Tag Archives: Vietnam War

Keep flying, B-52

The Air Force wants to upgrade its B-52 bomber fleet. My hunch is that the bird will be performing missions for the United States until hell freezes over … meaning forever.

http://www.latimes.com/business/la-fi-ageless-b52-bomber-20130819,0,6642110.story

Have you ever noticed the absence of the term “aging” when referring to the B-52? It’s been operational for more than 50 years and is still performing the mission for which it was built, which is to inflict heavy damage on enemy forces.

I actually have a B-52 story.

My story is brief, but fascinating — at least for me.

I was en route to Vietnam in March 1969. My TWA charter jetliner had departed from Oakland, Calif., with stops in Honolulu and Okinawa. We left Okinawa and were headed to Bien Hoa airport in South Vietnam.

As we approached the coast of Vietnam not long after dawn, I peered down from my window seat and saw plainly below us a formation of B-52s heading in the opposite direction. They were painted in jungle camouflage colors — as if that would make them more difficult to spot from the ground? I don’t know their destination, but I’m presuming it was perhaps to Guam, where the Air Force ran a huge bomber base during the Vietnam War.

We continued on and I saw bomb craters all over the landscape as we started our descent into Bien Hoa. I cannot attest that B-52s created the craters, but I’m guessing it’s a good bet they did.

That was 44 years ago. The B-52s hadn’t been in service all that long.

I would hear the big birds at work once I reported to my post at Marble Mountain, just south of Da Nang. I took comfort then as a young soldier in the constant rumbling we would hear on the other side of the mountains.

The LA Times reports that the fleet is about a tenth of the size it was during the B-52s’ heyday. Still, the Air Force wants to keep them in service. I’m not betting on anyone grounding the remaining B-52s any time soon.

Obama: We won the Korean War

President Barack Obama made an interesting – some might say startling – assertion the other day in commemorating the 60th anniversary of the truce that stopped the fighting during the Korean War.

He said the good guys actually won the war.

http://thehill.com/blogs/blog-briefing-room/news/313883-obama-we-will-not-forget-korean-wars-legacy

The Korean War long has been thought of as the nation’s “forgotten war,” coming so soon after the end of the World War II and as another war, in Vietnam, was just beginning to get stoked. Roughly 40,000 Americans died during the Korean War in some of the most intense and bloody combat this nation has ever seen.

It’s also been a matter of conventional wisdom that the fighting ended in a stalemate. South and North Korea never have signed a peace treaty. An armistice – plus the presence of U.S. military personnel and the threat of nuclear annihilation – have kept the two sides from shooting at each other.

President Obama put a different spin on the outcome while paying tribute to the U.S. veterans who fought in Korea.

“That war was no tie. Korea was a victory,” he said at a Washington ceremony in remarks to Korean War veterans. “When 50 million South Koreans live in freedom, a vibrant democracy … a stark contrast to the repression and poverty of the North, that is a victory and that is your legacy.”

When you look at it that way, the Korean War surely was a victory for our side.

The president also said this:

“Unlike World War II, Korea did not galvanize our country, these veterans did not return to parades. Unlike Vietnam, Korea did not tear at our country, these veterans did not return to protests.

“Among many Americans tired of war, there was, it seems, a desire to forget, to move on. Here in America, no war should ever be forgotten, no veteran should ever be overlooked.”

This veteran thanks you, Mr. President.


(WORK TASK): Retype the records below exactly as they appear.
==========
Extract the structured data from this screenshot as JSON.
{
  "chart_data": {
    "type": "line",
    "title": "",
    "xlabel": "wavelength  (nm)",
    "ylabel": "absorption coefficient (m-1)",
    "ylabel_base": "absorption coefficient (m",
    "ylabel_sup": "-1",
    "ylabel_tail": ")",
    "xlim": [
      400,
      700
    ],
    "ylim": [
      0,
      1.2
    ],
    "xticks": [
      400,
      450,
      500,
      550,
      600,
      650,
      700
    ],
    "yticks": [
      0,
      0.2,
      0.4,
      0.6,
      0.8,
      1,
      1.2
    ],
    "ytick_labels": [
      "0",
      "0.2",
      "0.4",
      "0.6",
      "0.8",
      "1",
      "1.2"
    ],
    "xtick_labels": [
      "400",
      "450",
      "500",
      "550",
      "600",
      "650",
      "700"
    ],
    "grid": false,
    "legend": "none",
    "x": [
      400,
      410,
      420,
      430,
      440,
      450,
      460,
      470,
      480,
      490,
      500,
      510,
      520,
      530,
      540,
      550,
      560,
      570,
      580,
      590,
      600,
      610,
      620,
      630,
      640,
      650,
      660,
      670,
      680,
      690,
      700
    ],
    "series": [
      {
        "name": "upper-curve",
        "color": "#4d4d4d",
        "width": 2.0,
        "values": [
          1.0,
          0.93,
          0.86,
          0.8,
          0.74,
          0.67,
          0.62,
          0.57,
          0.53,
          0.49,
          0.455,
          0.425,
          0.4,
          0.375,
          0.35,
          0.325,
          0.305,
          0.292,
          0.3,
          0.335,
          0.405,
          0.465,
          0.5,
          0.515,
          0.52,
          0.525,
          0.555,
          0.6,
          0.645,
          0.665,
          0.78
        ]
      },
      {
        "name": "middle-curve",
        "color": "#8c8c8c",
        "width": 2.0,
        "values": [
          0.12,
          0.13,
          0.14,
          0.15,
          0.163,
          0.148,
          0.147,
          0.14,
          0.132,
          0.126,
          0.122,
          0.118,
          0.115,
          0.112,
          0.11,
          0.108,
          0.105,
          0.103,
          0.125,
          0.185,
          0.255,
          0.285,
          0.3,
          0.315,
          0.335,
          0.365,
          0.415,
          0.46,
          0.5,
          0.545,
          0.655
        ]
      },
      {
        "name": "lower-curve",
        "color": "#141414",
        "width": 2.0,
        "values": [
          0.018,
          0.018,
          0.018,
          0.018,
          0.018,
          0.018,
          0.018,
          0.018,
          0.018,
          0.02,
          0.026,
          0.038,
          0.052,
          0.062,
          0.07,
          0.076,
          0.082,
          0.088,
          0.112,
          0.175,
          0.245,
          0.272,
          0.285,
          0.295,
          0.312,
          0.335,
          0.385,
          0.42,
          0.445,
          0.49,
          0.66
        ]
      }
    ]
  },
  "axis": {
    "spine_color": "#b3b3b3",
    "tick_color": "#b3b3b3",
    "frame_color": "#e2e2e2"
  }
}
==========
(TASK RESULT):
Extract the structured data from this screenshot as JSON.
{
  "chart_data": {
    "type": "line",
    "title": "",
    "xlabel": "wavelength  (nm)",
    "ylabel": "absorption coefficient (m-1)",
    "ylabel_base": "absorption coefficient (m",
    "ylabel_sup": "-1",
    "ylabel_tail": ")",
    "xlim": [
      400,
      700
    ],
    "ylim": [
      0,
      1.2
    ],
    "xticks": [
      400,
      450,
      500,
      550,
      600,
      650,
      700
    ],
    "yticks": [
      0,
      0.2,
      0.4,
      0.6,
      0.8,
      1,
      1.2
    ],
    "ytick_labels": [
      "0",
      "0.2",
      "0.4",
      "0.6",
      "0.8",
      "1",
      "1.2"
    ],
    "xtick_labels": [
      "400",
      "450",
      "500",
      "550",
      "600",
      "650",
      "700"
    ],
    "grid": false,
    "legend": "none",
    "x": [
      400,
      410,
      420,
      430,
      440,
      450,
      460,
      470,
      480,
      490,
      500,
      510,
      520,
      530,
      540,
      550,
      560,
      570,
      580,
      590,
      600,
      610,
      620,
      630,
      640,
      650,
      660,
      670,
      680,
      690,
      700
    ],
    "series": [
      {
        "name": "upper-curve",
        "color": "#4d4d4d",
        "width": 2.0,
        "values": [
          1.0,
          0.93,
          0.86,
          0.8,
          0.74,
          0.67,
          0.62,
          0.57,
          0.53,
          0.49,
          0.455,
          0.425,
          0.4,
          0.375,
          0.35,
          0.325,
          0.305,
          0.292,
          0.3,
          0.335,
          0.405,
          0.465,
          0.5,
          0.515,
          0.52,
          0.525,
          0.555,
          0.6,
          0.645,
          0.665,
          0.78
        ]
      },
      {
        "name": "middle-curve",
        "color": "#8c8c8c",
        "width": 2.0,
        "values": [
          0.12,
          0.13,
          0.14,
          0.15,
          0.163,
          0.148,
          0.147,
          0.14,
          0.132,
          0.126,
          0.122,
          0.118,
          0.115,
          0.112,
          0.11,
          0.108,
          0.105,
          0.103,
          0.125,
          0.185,
          0.255,
          0.285,
          0.3,
          0.315,
          0.335,
          0.365,
          0.415,
          0.46,
          0.5,
          0.545,
          0.655
        ]
      },
      {
        "name": "lower-curve",
        "color": "#141414",
        "width": 2.0,
        "values": [
          0.018,
          0.018,
          0.018,
          0.018,
          0.018,
          0.018,
          0.018,
          0.018,
          0.018,
          0.02,
          0.026,
          0.038,
          0.052,
          0.062,
          0.07,
          0.076,
          0.082,
          0.088,
          0.112,
          0.175,
          0.245,
          0.272,
          0.285,
          0.295,
          0.312,
          0.335,
          0.385,
          0.42,
          0.445,
          0.49,
          0.66
        ]
      }
    ]
  },
  "axis": {
    "spine_color": "#b3b3b3",
    "tick_color": "#b3b3b3",
    "frame_color": "#e2e2e2"
  }
}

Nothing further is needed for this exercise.